A review of the RDA’s vendor payments in 2005 showed tax payments directly to the DRLP, and other years the payments were either to the DRLP or to the County.  The RDA held up the tax payments in 2010 when questions about the authenticity of the Commercial Units tax payment requirements came up.  The DRLP denied and negated the Commercial’s Units tax free status; however the County Assessment Office confirmed that the RDA was reading the Co-Op Agreement correctly and tax payments were not due from the Commercial Units. 
A review of the expenses that should be reimbursed to the DRLP by the RDA also showed that the Annual Maintenance Fees that should be reimbursed to the DRLP were in the $3,000 to $5,000 range not the $11, 000 to $12,000 that the DRLP had established.

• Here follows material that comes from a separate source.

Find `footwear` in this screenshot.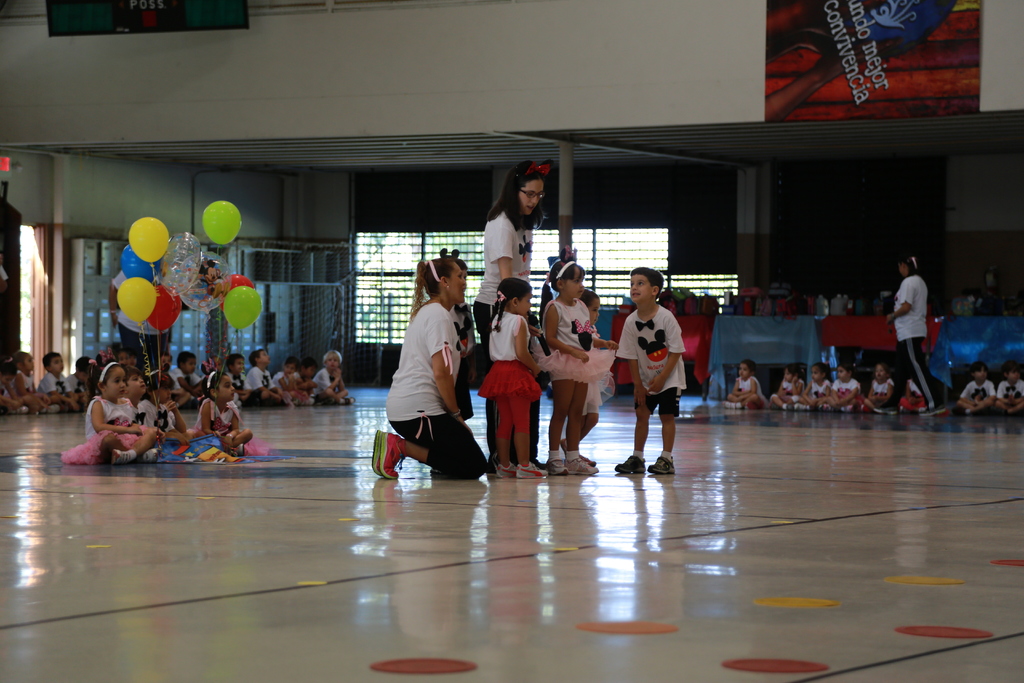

My estimate of monies due from the DRLP to the RDA for periods 2003 – 2010 are approximately $6,600 for Maintenance Fees (based on a $5,000 reimbursement to DRLP each year – which by my estimate is on the high side.  A more realistic figure appears to be in the $3,000 per year range), and approximately $60,000 due to the RDA for tax payments billed, but not due from the Commercial Units.
I had stopped paying the Maintenance Fee until a True Up for 2010 and prior periods was forwarded to the RDA, and confirmation of tax payments (copy of checks front and back) were submitted to the RDA.  The Chairman of the RDA, after my termination in October 2011, began re-paying the Maintenance Fee to the DRLP despite the RDA’s insistence on being provided True Up from prior periods.  I was told that neither True Ups nor confirmation of tax payments had been remitted to the RDA.
Has the RDA Chairman ceased requesting proof of the DRLP’s tax payments to the County for their share of the PILOT for prior periods?  Has he failed to assert that the DRLP refund the RDA tax payments that the DRLP seems to have called their own?
The DRLP initially stated that proof of payment could not be provided because their records were at Iron Mountain and could not be retrieved, and later they stated that the RDA did not have the right to demand proof of tax payments on the parcels.  The Mortgage Agreement / Disbursement Agreement gave the RDA the right to ask for delivery of any documents that would confirm the security of the properties.
Why did the RDA Chairman back off from demanding repayment of more than $60,000 due to the RDA from the DRLP? 
The RDA’s sustainability, as an entity, is in a critical cash position and the DRLP refunds which are due to the RDA could sustain the RDA for two more years until the RDA could hopefully develop the Flats and the Train Station. 
Why did the DRLP present the RDA payments as payments for the DRLP properties, in some cases?
Why isn’t the RDA Board holding the DRLP to the Agreements signed in 2002?
The RDA Board and the RDA Solicitor were well informed of the DRLP’s obligations in these regards, but they backed off of insisting upon True Ups, per the Revised Master Lease, and proof of DRLP tax payments (and RDA refunds for taxes paid) when I (Finance Director of the City and the RDA) was severed by the City.  Why?

DLRP CHAIN OF COMMAND

Senior Project Manager (Development) at The Community Builders, Inc.